[Start of Attachment]
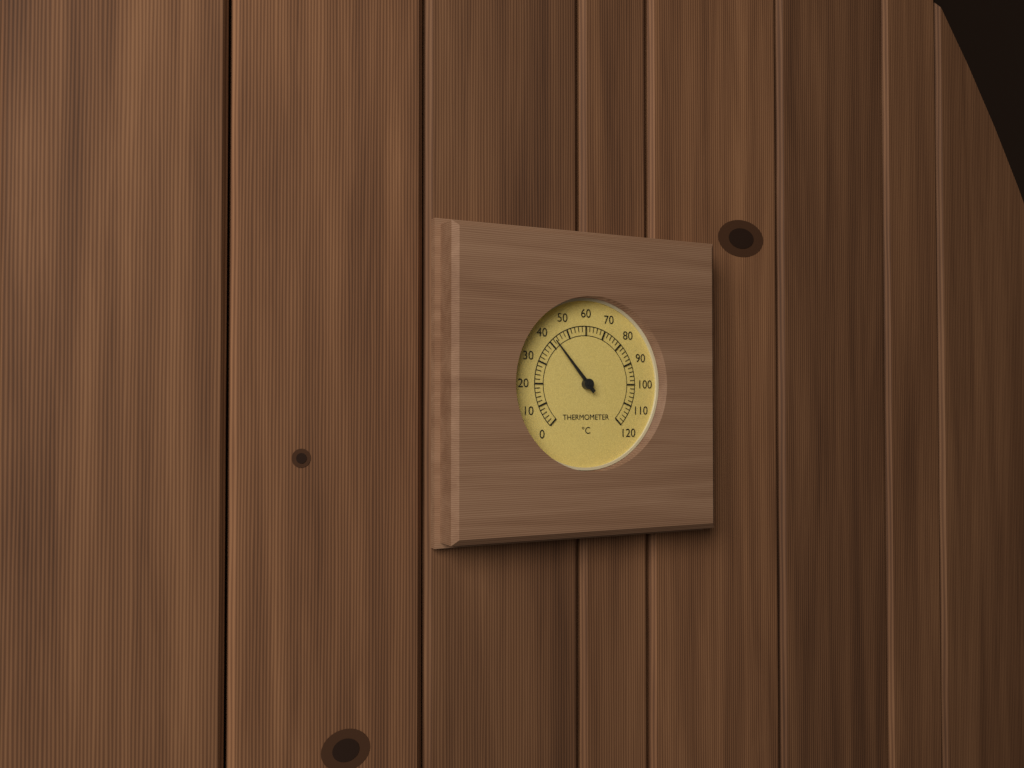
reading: 42 °C
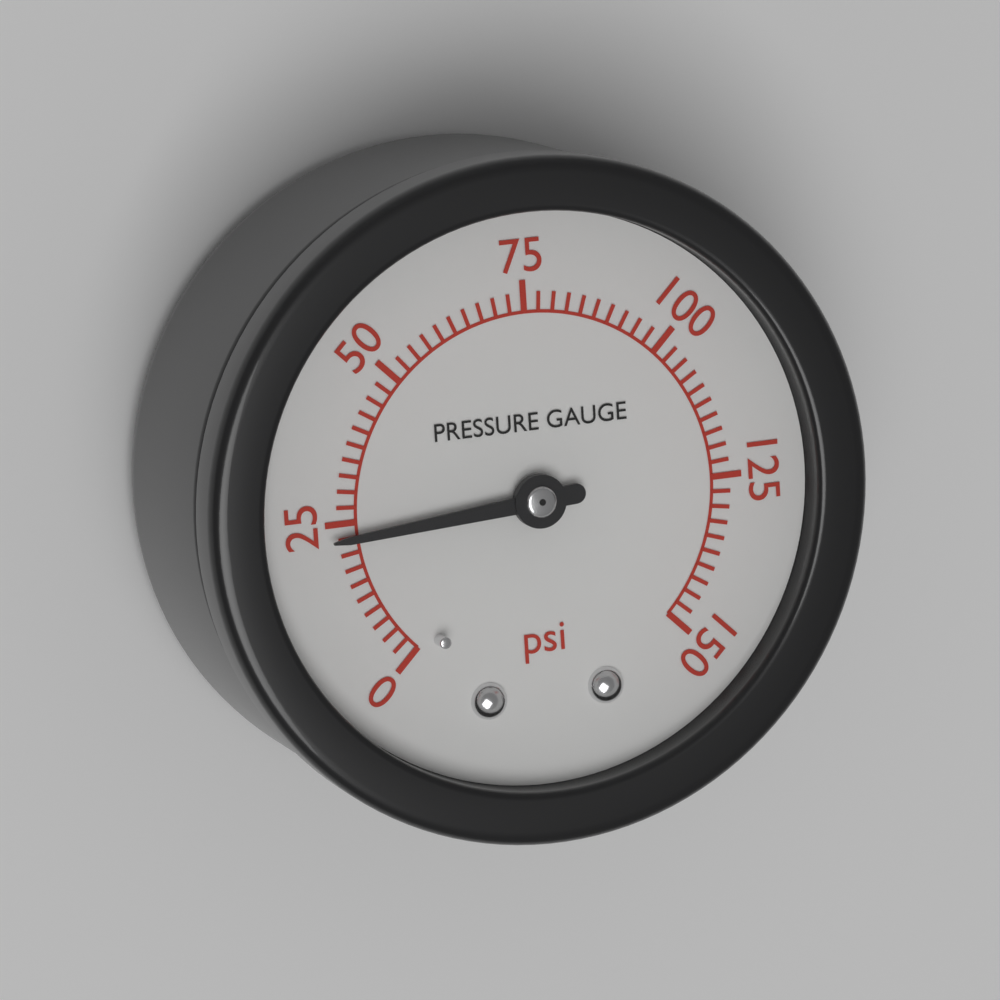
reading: 22.5 psi
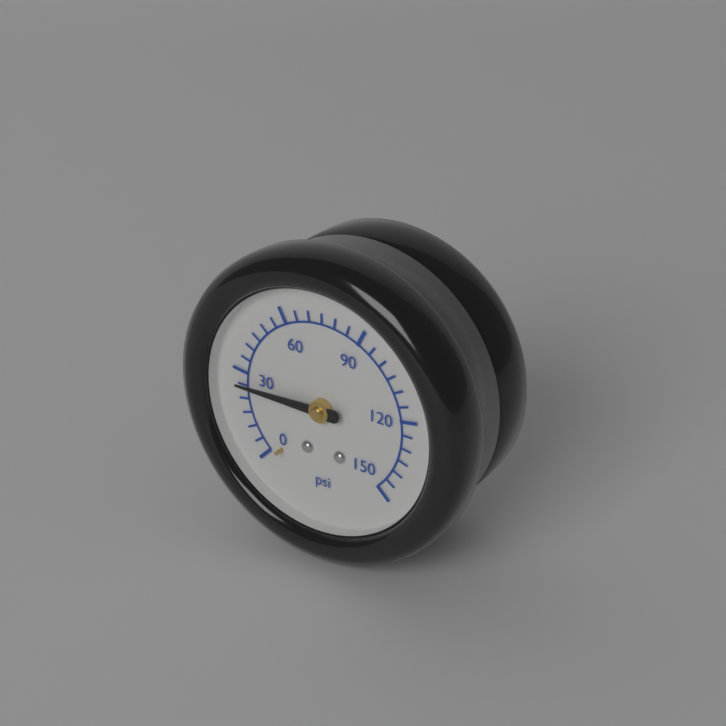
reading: 25 psi
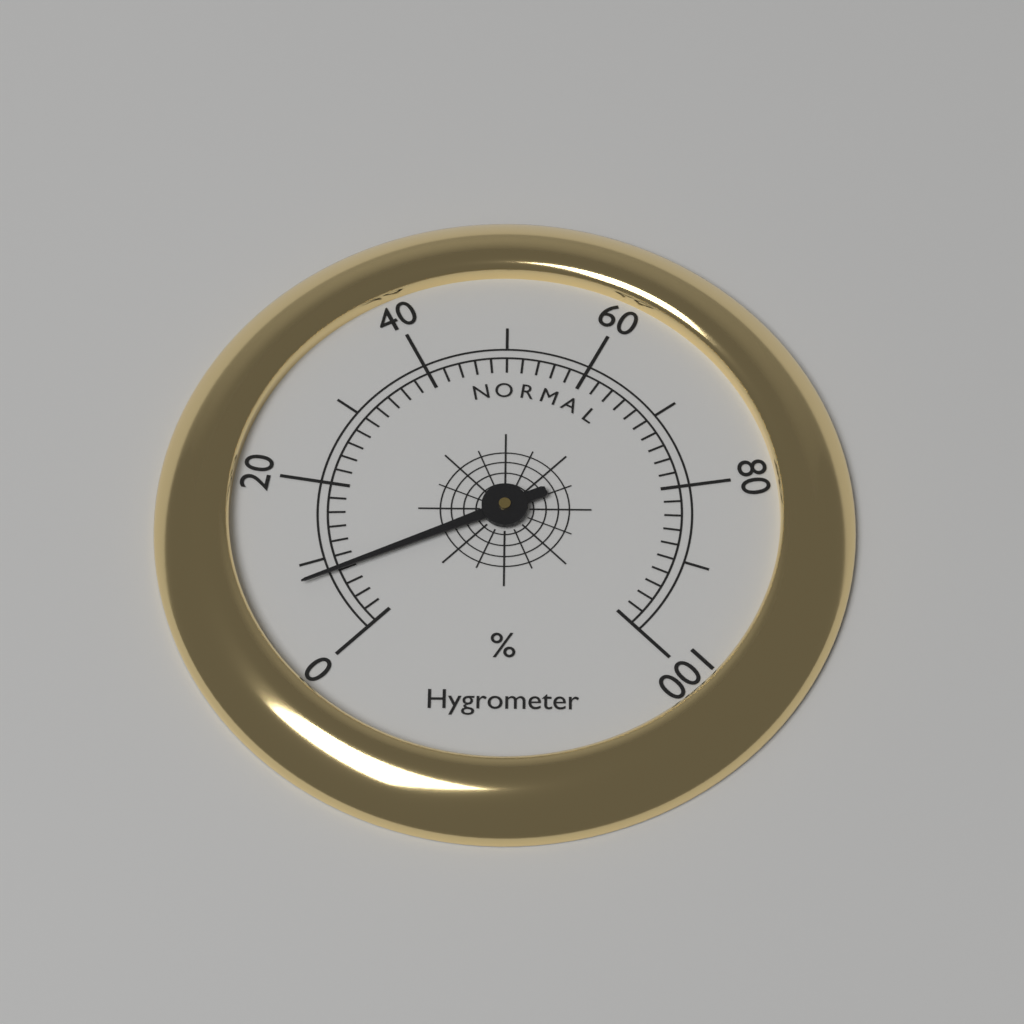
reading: 8 %
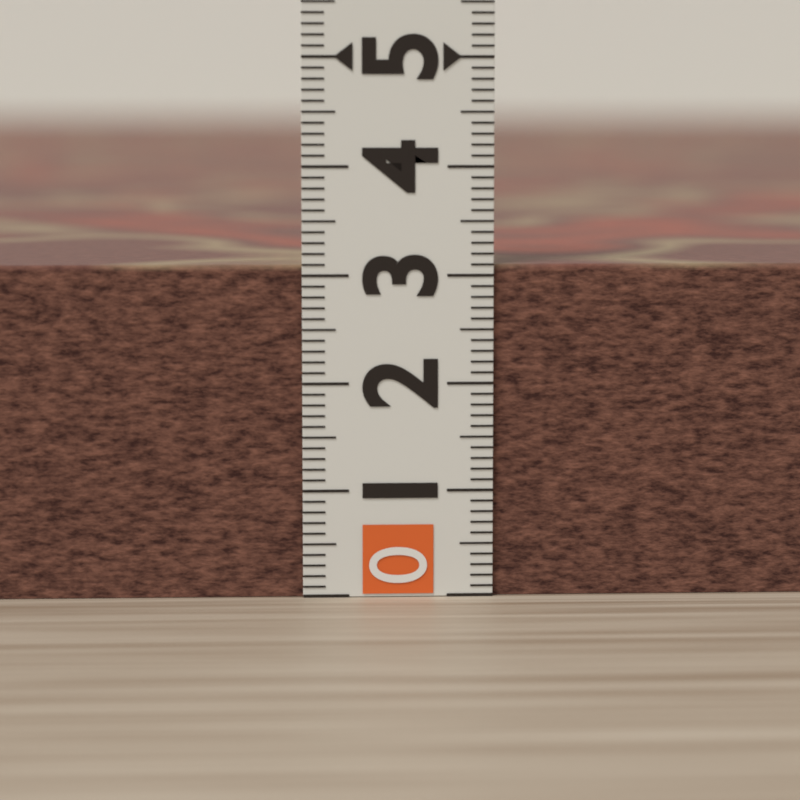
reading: 3.1 (no unit)
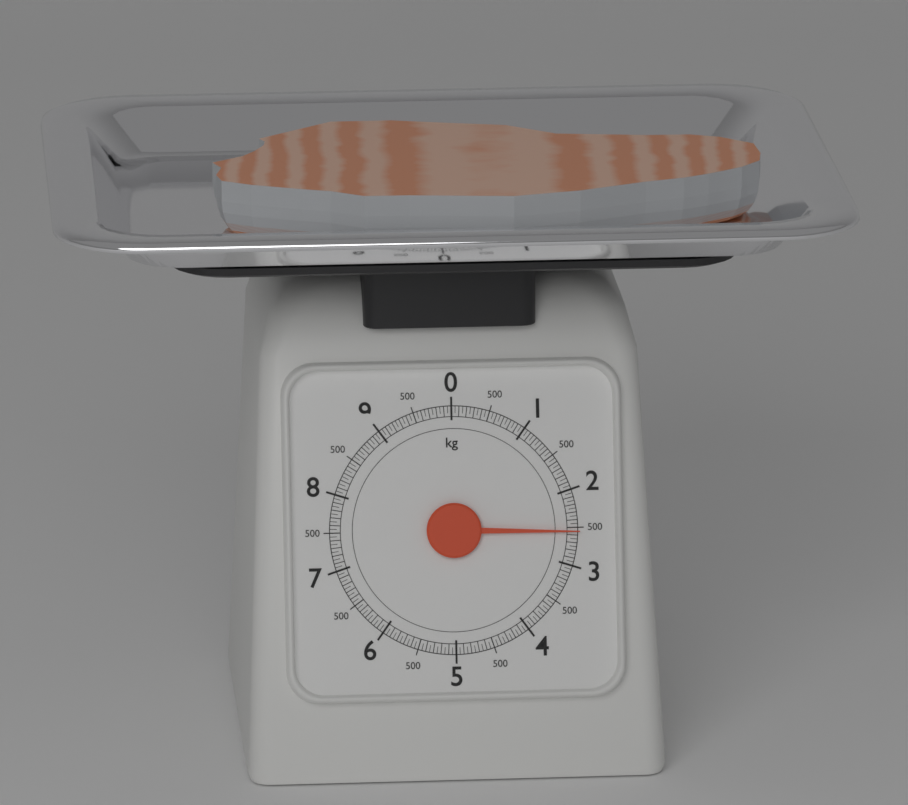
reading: 2.55 kg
[End of Attachment]
▸ REQUIRED ACTION: Without the pictures, copy out all the records above exactly.

▸ TASK RESULT:
reading: 42 °C
reading: 22.5 psi
reading: 25 psi
reading: 8 %
reading: 3.1 (no unit)
reading: 2.55 kg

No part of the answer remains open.